I ran SSHFS for a while maybe half a year ago? I quite liked it cause we obviously already use SSH so setup was quick and easy, performance was good too. Then I learnt it's no longer maintained so switched to NFS.

NFS is good, if you aren't accessing from Windows I would go for that. Setup is pretty simple too, just change /etc/exports and a few permissions or ownerships (after installing the package obviously) then start the systemd service.

Can't comment on Kerberos, but considering NFS popularity I can't imagine it being difficult.

[–] [email protected] 1 points 10 months ago

Then I learnt it’s no longer maintained so switched to NFS.

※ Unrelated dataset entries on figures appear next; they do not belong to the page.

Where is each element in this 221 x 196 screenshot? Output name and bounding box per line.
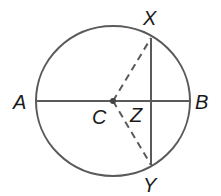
- label-a: A: [12, 91, 26, 113]
- label-b: B: [195, 91, 208, 113]
- circle-diagram: A B C Z X Y: [0, 0, 221, 196]
- label-c: C: [92, 106, 107, 128]
- label-x: X: [142, 7, 157, 29]
- label-y: Y: [143, 174, 158, 196]
- label-z: Z: [129, 104, 143, 126]
- segment-cx-dashed: [113, 38, 151, 101]
- center-point: [110, 98, 116, 104]
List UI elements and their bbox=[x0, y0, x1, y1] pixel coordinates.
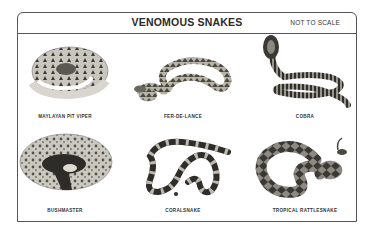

Ohhh wasn't aware of that information ! Thank you.

[–] [email protected] 1 points 10 months ago (2 children)

How do I set permissions up with NFS? Do I have to have the same uids and gids on both server and clients?

[–] atzanteol 2 points 10 months ago (1 children)

Yes, if you're not using Kerberos for authentication.

[–] [email protected] 1 points 10 months ago
[–] [email protected] 1 points 10 months ago* (last edited 10 months ago) (2 children)

In my experience, just making sure the directory you're sharing is owned by nobody:nogroup is enough.

sudo chown -R nobody:nogroup /path/to/nfs

[–] [email protected] 1 points 10 months ago (1 children)

That’s making it public, isn’t it?

[–] [email protected] 1 points 10 months ago
[–] atzanteol 1 points 10 months ago (1 children)

Ohh, no - you don't want to do that. Why would you do that?

NFS without kerberos uses the UIDs of the remote users to determine access to files on the server. It's very insecure since the client systems can use whatever UIDs they want. It's why NFS has a "squash root" option which blocks any remote system from using UID 0. Kerberos allows users to authenticate so that the server knows who they are on the local system rather than trusting the remote system.

Changing ownership to "nobody" doesn't give anyone access - it just sets the owner to the "nobody" user. You would need to "chmod" to give read/write permissions.

[–] [email protected] 1 points 10 months ago (1 children)

I'm not an expert with this stuff, I just do whatever works. This works, so I do it and when people ask me or just in general how to do it this is what I tell them. Most of the guides I've come across, including one from DigitalOcean, recommends doing this.

[–] atzanteol 1 points 10 months ago

Ah - that's the root-squashing I was mentioning. Root is translated to "nobody" on the server. If you're not using the root user or if you've set "no_root_squash" then you don't need/want to do that.